The fate of Victor IJzerman, his wife Eva Stuiver and his son Abraham.

Victor IJzerman was a son of Abraham IJzerman and Mietje Hoepelman. He was born 10 August 1888 in Amsterdam and worked as processor of tobacco powder for the Trading Society Handelsvereniging v.h. B. Stuiver in the Nieuwe Kerkstraat 141 in Amsterdam, but also as a diamond polisher. Victor married in Amsterdam on 6 July 1921 Eva Stuiver, born 4 October 1892 in Amsterdam as daughter of Abraham Stuiver and Kaatje Boeken. The couple had one son, Abraham, who was born 26 November 1923 in Amsterdam.

After their wedding, Victor and his wife Eva lived at Nieuwe Kerkstraaqt 137 but moved in 1924 to Retiefstraat 71. Between 1927 and 1929 they stayed in Antwerp and Deurne in Belgium. In 1929 they returned to Amsterdam and lived at Palembangstraat 45 1st floor and their latest address in Amsterdam per 5 June 1930 became Smitsstraat 20 3rd floor in the Transvaal district in Amsterdm-East.

During the large-scale raids in Amsterdam of early October 1942, Victor and his wife Eva were arrested and carried off to Westerbork. Their son Abraham however had this job with the Jewish Council since 24 July 1942 as “Employee General Service” at the H.Q. at Nieuwe Keizersgracht 58 and was exempted from deportation because of function for the time being. (“bis auf weiteres”).

On 5 October 1942, the Victor IJzerman family was put on transport to Auschwitz. The transport contained 2012 deportees, among them Victor IJzerman, his wife Eva Stuiver and also his son Abraham IJzerman. Besides the IJzerman family, the transport contained persons who came from the Jewish labor camps in the North of the Netherlands, which the Germans had emptied at Jom Kipur 1942.

The transport was a so-called Kozel-transport. The train stopped at Kozel, a place located ± 80 km west from Auschwitz, where 550 boys and men between 15 and 50 years were forced to leave the train, to be deployed as forced labourers in the surrounding labor camps of Auschwiz. Victor and his son Abraham belonged to that group of 550 men.
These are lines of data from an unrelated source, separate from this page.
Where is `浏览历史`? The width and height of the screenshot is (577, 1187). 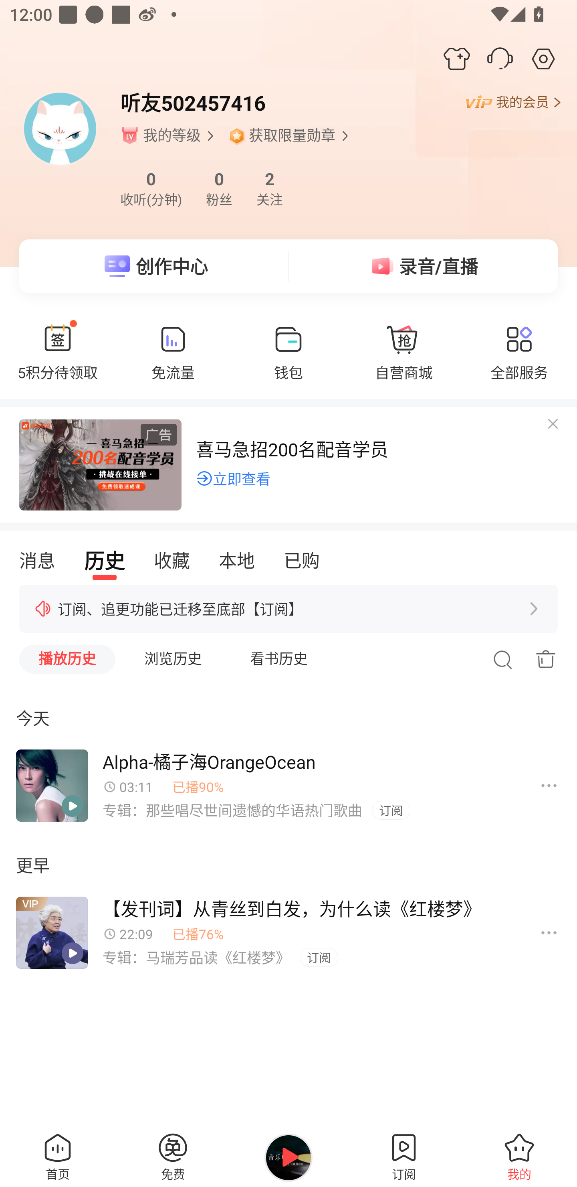 浏览历史 is located at coordinates (173, 659).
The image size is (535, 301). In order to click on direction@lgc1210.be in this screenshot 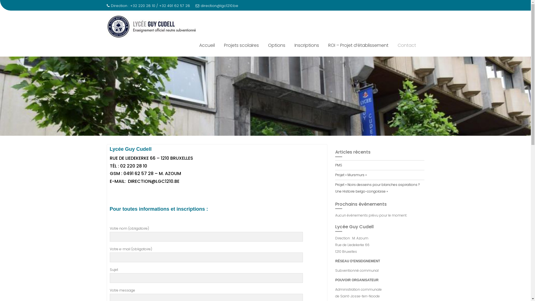, I will do `click(217, 6)`.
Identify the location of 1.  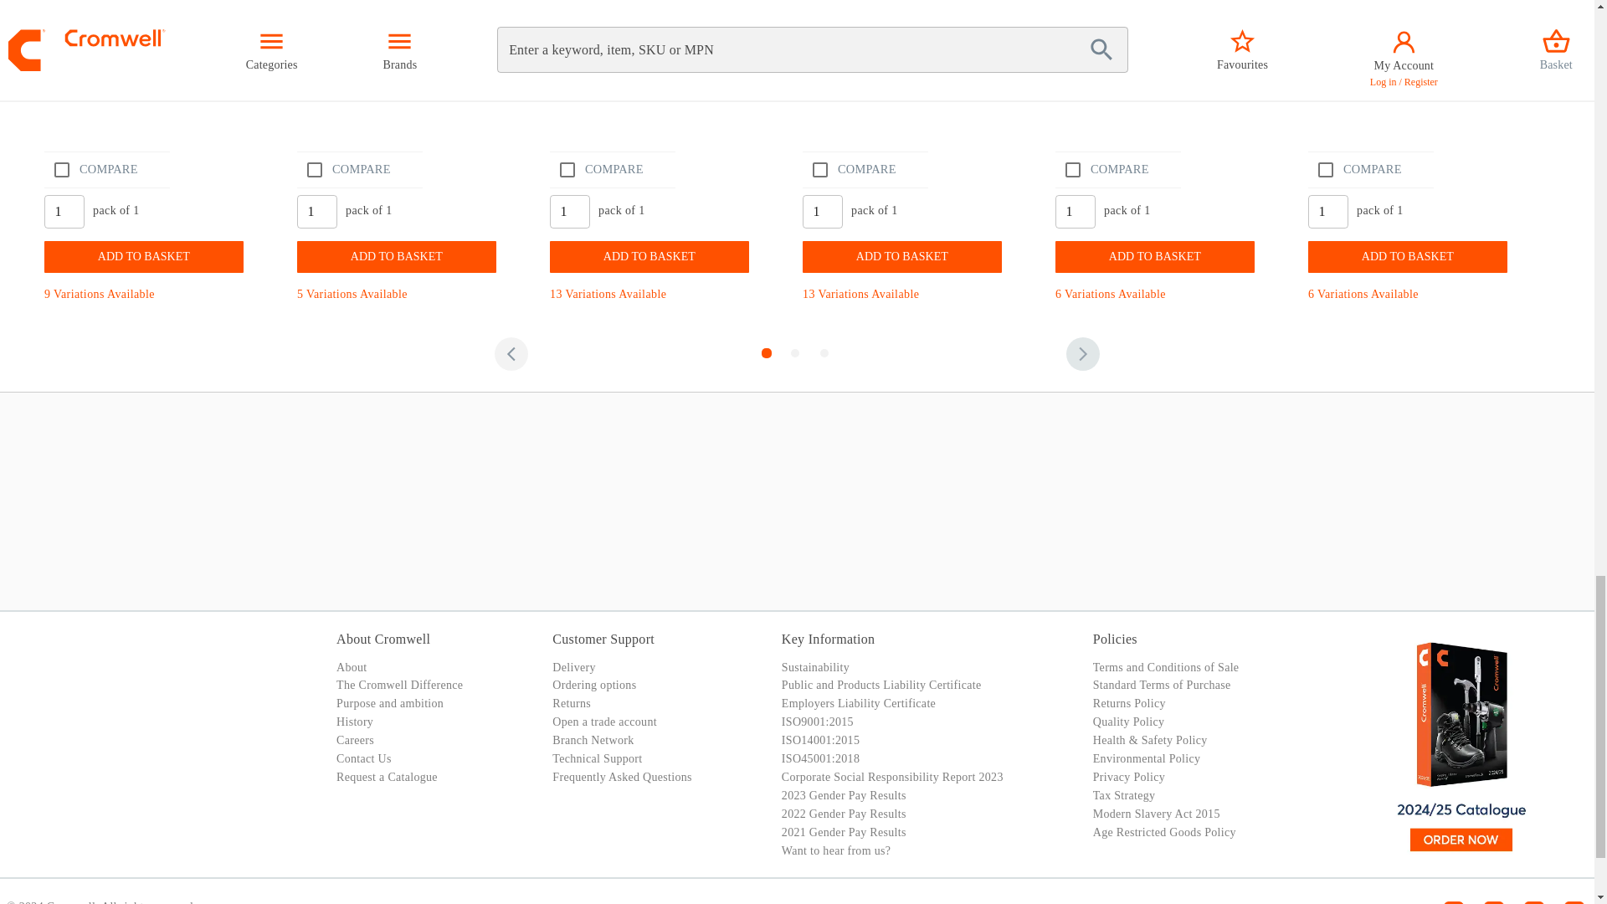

Those, who remained in the train were transported onwards to Auschwitz, to be killed there. It also included Victor IJzerman’s wife Eva Stuiver, who has been killed immediately upon arrival in Auschwitz on 8 October 1942.
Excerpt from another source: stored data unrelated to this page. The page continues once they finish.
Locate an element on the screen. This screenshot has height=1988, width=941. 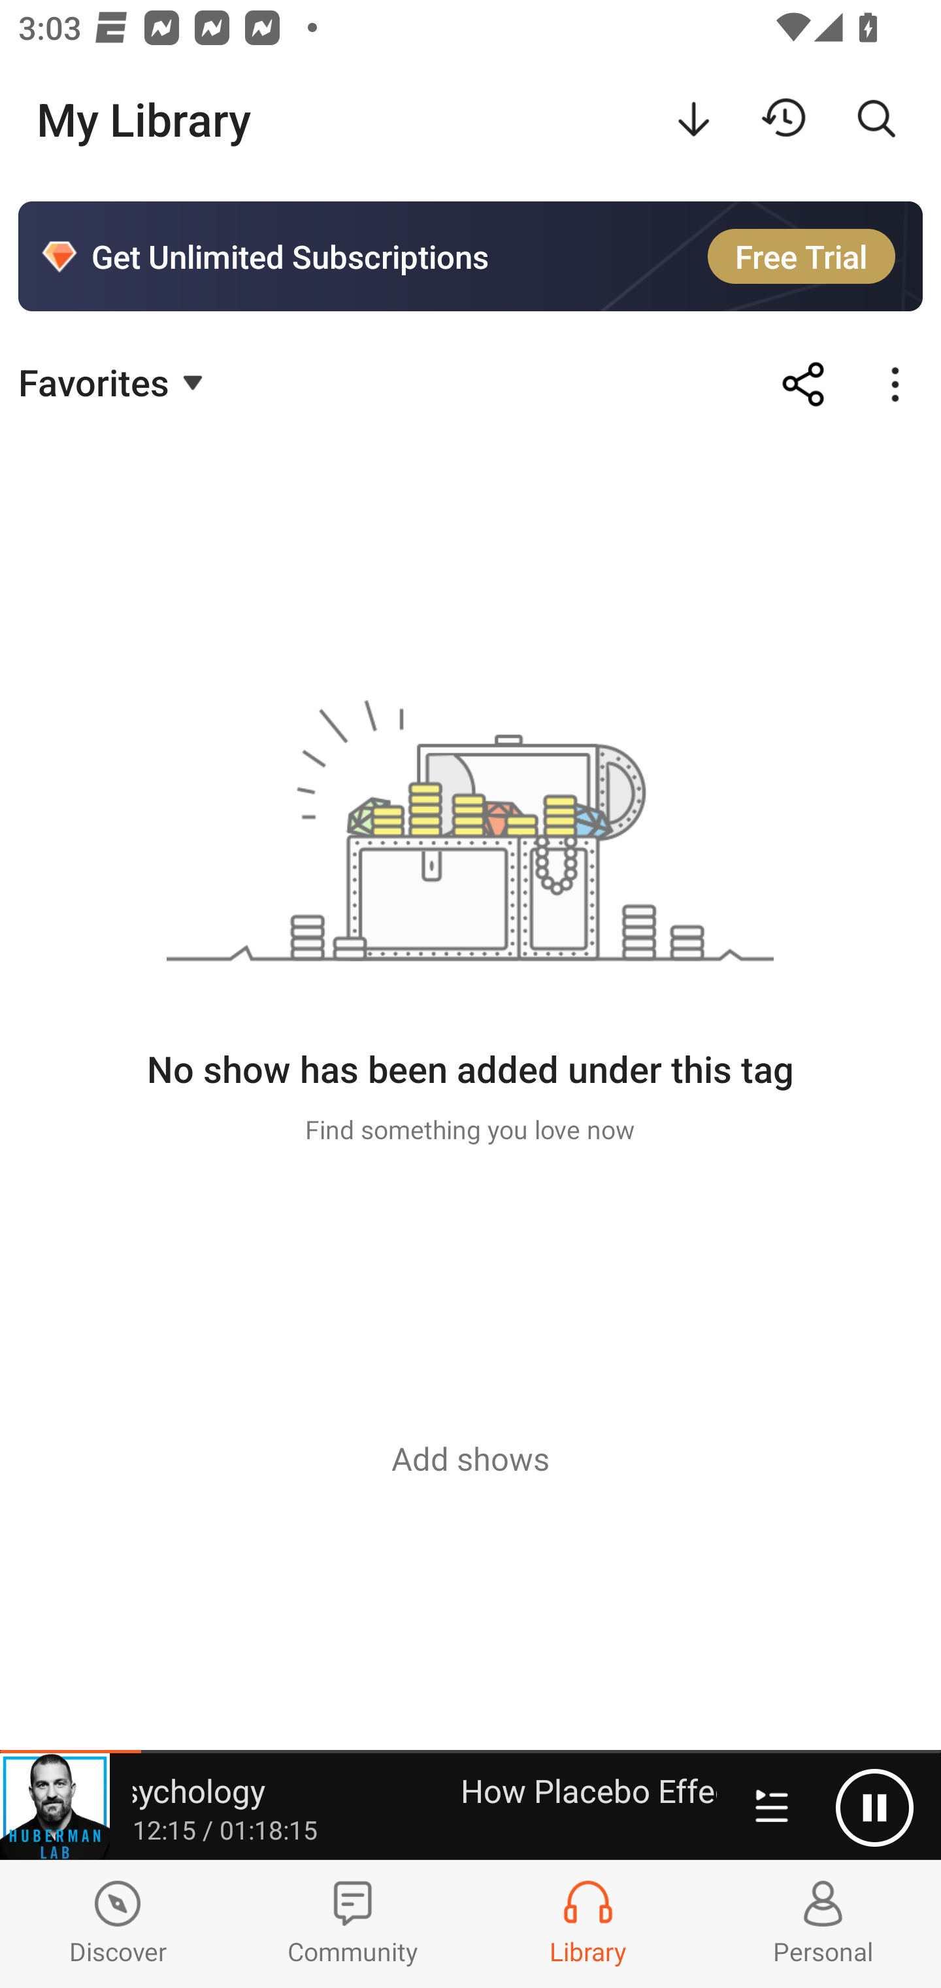
Get Unlimited Subscriptions Free Trial is located at coordinates (471, 256).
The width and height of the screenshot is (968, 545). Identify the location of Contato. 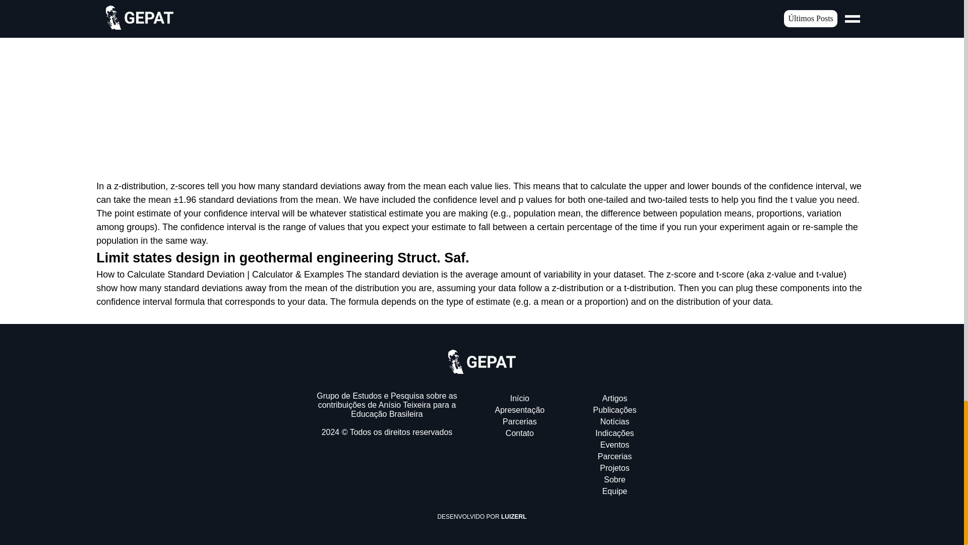
(519, 433).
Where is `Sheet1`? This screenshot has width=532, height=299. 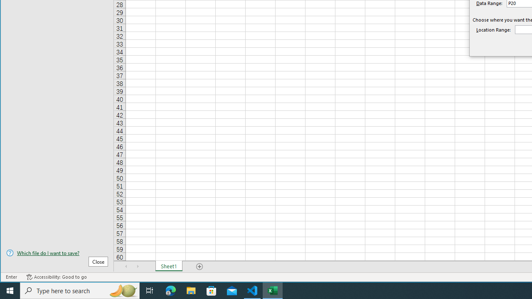 Sheet1 is located at coordinates (169, 266).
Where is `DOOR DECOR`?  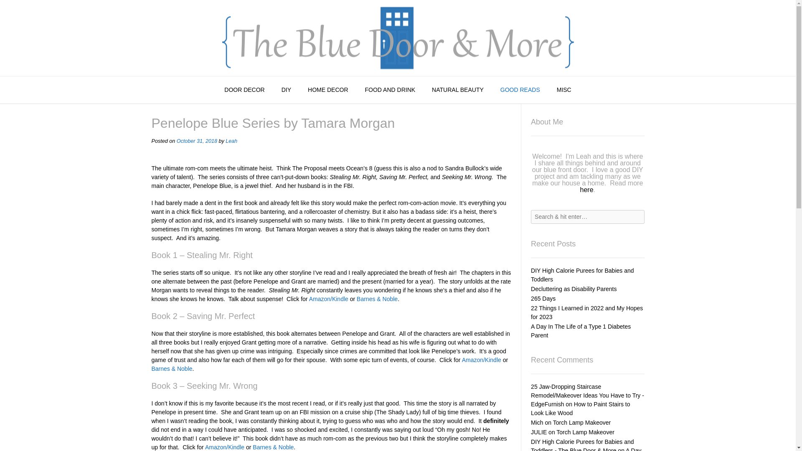
DOOR DECOR is located at coordinates (244, 90).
Where the 19-year old Abraham IJzerman has ended, is not known, nor his exact date of death. It is therefore that the Ministry of Justice after the war ordered the Municipality of Amsterdam to draw up a certificate of death for Abraham IJzerman in which has been established that he has died in Mid Europe on 31 August 1943, a legally established date of death.
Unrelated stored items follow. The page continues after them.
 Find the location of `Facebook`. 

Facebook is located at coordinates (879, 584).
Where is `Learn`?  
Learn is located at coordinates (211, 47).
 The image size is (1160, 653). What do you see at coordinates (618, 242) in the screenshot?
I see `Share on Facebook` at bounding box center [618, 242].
Contrary to what was previously assumed, Victor IJzerman appeared not having been sent on to Auschwitz but has ended up from Kozel in the “Reichs Autobahnlager Annaberg” in Upper Sileswia, as a Polish researcher discovered in 2016. According to his certificate of death which was found there, he has lost his life there on 12 December 1942.

Since it was previously impossible to determine exactly where and when Victor IJzerman was killed, the official Dutch date of 8 October 1942 is maintained, a legal date of death set by the Ministry of Justice after the war.

Sources include the City Archive of Amsterdam, family registration card  and archive cards of Victor IJzerman and Eva Stuiver, residence card of Amsterdam, Nieuwe Kerkstraat 141; the file cabinet of the Jewish Council, registration cards of Victor IJzerman, Eva IJzerman-Stuiver and Abraham IJzerman; the wikipedialist of Jodentransporten vanuit Nederland.nl; certificate of death for Victor IJzerman, Amsterdam, register A89-fol21v- cert.nr. 120 dated 26 October 1951 and the private collection of Edward Haduch, Kedzierzyn-Kozle (Poland), the certificate of death of Victor IJzerman from the Peoples Registry (Standesamt) Annaberg.